Bauckman House // 1915

The Arts & Crafts movement in architecture provided some of the most stunning and well-designed properties of the early 20th century but sadly, there are not too many examples here in New England. When I find some, I always get excited and pull over to snap a photo! This home on busy Beacon Street in Waban, Newton, was built in 1915 for Harry W. Bauckman a salesman in Boston. The designs are credited to architect James G. Hutchinson, who specialized in Arts & Crafts and Tudor style buildings in the area. The Bauckman House is Foursquare in form which basically segments the house into four, large rooms on each floor with a stairhall in the center. The home is clad with banded shingles which extend to the piers at the porch, a subtle nod to Shingle style architecture. SWOON! I was later informed by a follower that this was also the home of landscape historian and author Judith Tankard for some time.

James H. Gardner House // 1923

My favorite part about the Boston suburbs is the sheer number of well-preserved early 20th century residences. The collection of Colonial Revival, Tudor, and Arts and Crafts style houses found in Waban Village, Newton, are among my favorites. This two-story stucco-clad house enclosed by a slate gable roof with exposed rafter ends was built in 1923 from designs by architect Harry Morton Ramsay. Ramsay was hired to design dozens of middle-upper class houses in Newton during its period of rapid development in the early 20th century. The original owner was James H. Gardner, who lived here with his family and a maid for a couple decades.

Harry Gregg House // c.1910

Harry A. Gregg, was the son of David Gregg, a lumber dealer and wooden goods manufacturer who built a mansion in Wilton’s East Village. Harry followed in his father’s footsteps, running the day-to-day business out of their Nashua, NH offices. With a lot of spare money, Gregg purchased pastoral land in Wilton Center and built a summer residence which may have also served as a gentleman’s farm. The Arts and Crafts style home showcases the best in the style with rubblestone, shingles, organic forms and exposed rafters. The house is pretty perfect!

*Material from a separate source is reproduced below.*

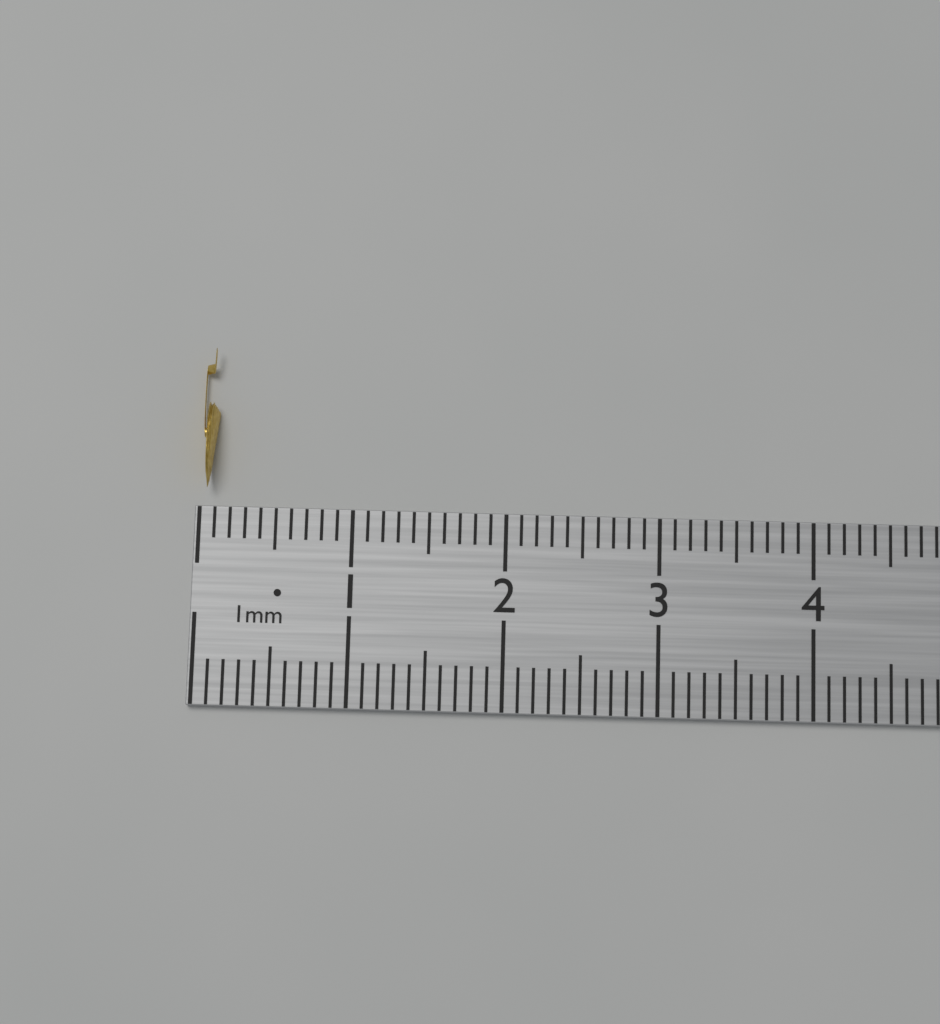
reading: 0.1 cm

Chemical Engine #13 Firehouse // 1909

Just a block from the Bethel AME Church (last post) in Jamaica Plain, Boston, you will find this absolutely charming old fire station. The station was built in 1909 about the same time as the new Forest Hills Train Station was completed, signaling a huge population and development boom in the area. To provide emergency and fire service to the newly developing neighborhoods surrounding the train station, the City of Boston hired the architectural firm of Moller and Smith to design a new station that would allow for horses and related apparatus as well as a new fire automobile to enter the building. The Arts and Crafts style building is constructed of brick supported by structural steel finished with Carolina pine at the interior. The building retains its pyramidal hipped roof in slate and a unique corner tower capped with a castellated parapet.